• [EXERCISE DESCRIPTION]
Once you find the line with "The width and height of the screenshot is (541, 525)." in the listing below, please repeat it and every later line exactly, through the last one, without pictures.

• [SUPPLIED RECORDS]
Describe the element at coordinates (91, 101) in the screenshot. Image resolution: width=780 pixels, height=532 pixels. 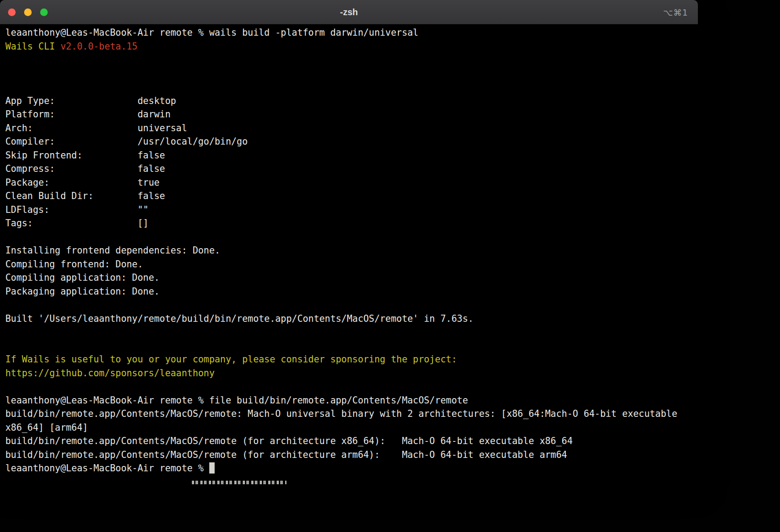
I see `terminal-text: App Type: desktop` at that location.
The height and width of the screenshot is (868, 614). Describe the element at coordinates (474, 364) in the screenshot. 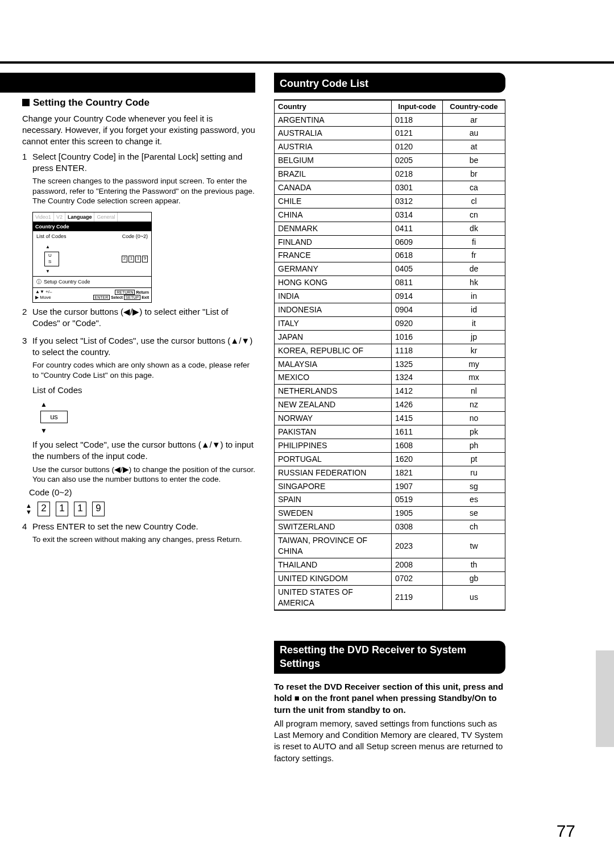

I see `cell-country-code: my` at that location.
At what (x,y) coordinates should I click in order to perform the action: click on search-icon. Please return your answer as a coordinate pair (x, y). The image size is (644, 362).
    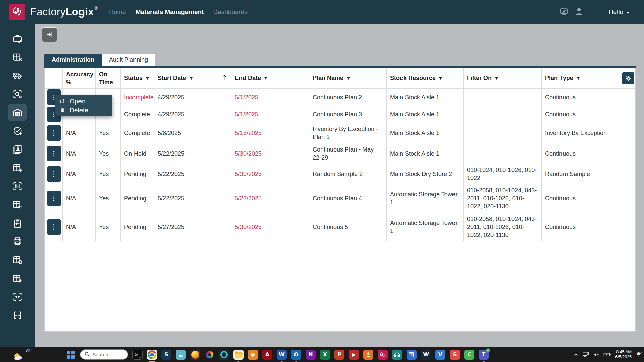
    Looking at the image, I should click on (87, 355).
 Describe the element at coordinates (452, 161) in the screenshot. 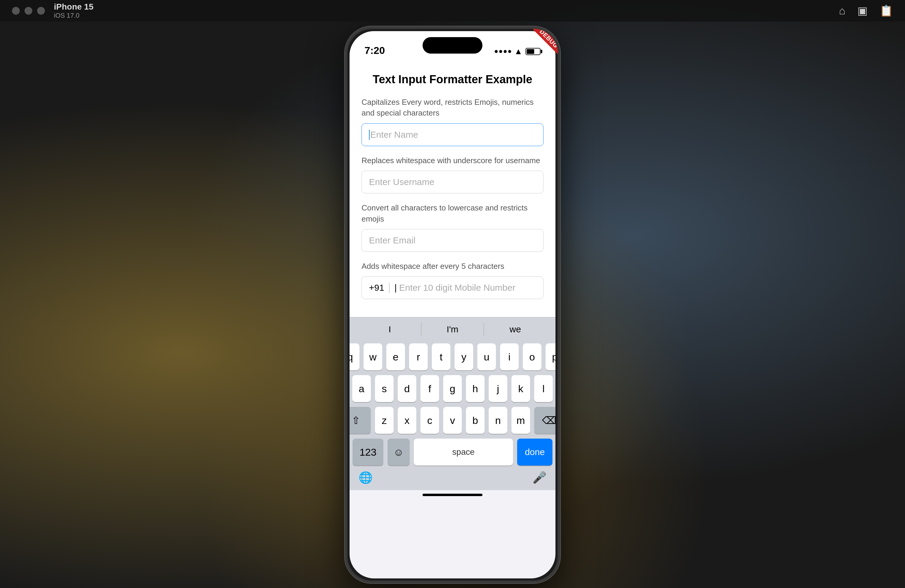

I see `field-2-description: Replaces whitespace with underscore for …` at that location.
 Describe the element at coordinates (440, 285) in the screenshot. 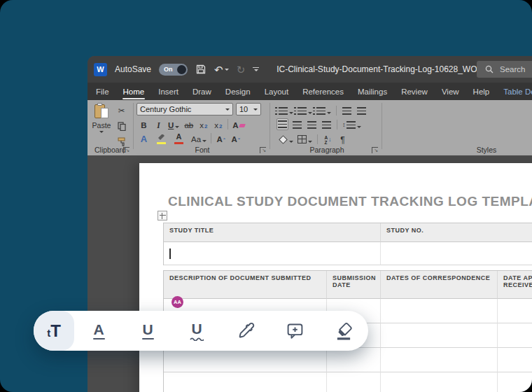

I see `correspondence-header-cell: DATES OF CORRESPONDENCE` at that location.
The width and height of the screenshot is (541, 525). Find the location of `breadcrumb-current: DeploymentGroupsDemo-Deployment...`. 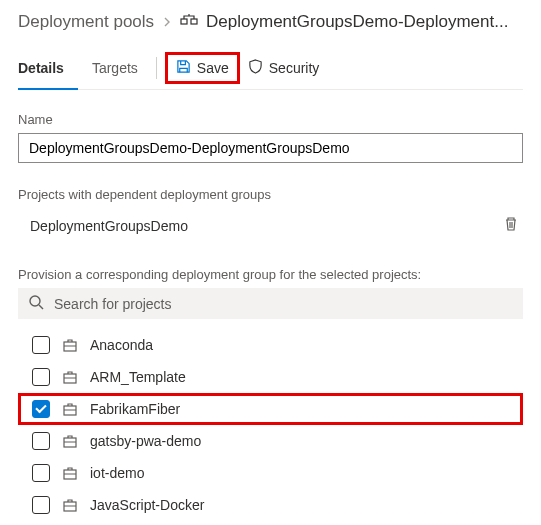

breadcrumb-current: DeploymentGroupsDemo-Deployment... is located at coordinates (357, 22).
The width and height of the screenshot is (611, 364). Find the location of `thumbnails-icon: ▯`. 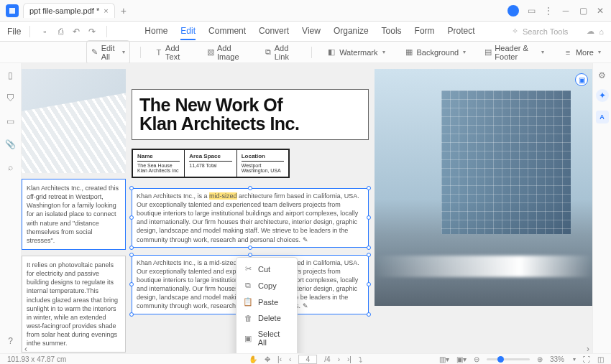

thumbnails-icon: ▯ is located at coordinates (10, 75).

• [TASK ANSWER]
The width and height of the screenshot is (541, 525). Find the location of `breadcrumb-current: DeploymentGroupsDemo-Deployment...`. 

breadcrumb-current: DeploymentGroupsDemo-Deployment... is located at coordinates (357, 22).
The width and height of the screenshot is (611, 364). Find the location of `thumbnails-icon: ▯`. 

thumbnails-icon: ▯ is located at coordinates (10, 75).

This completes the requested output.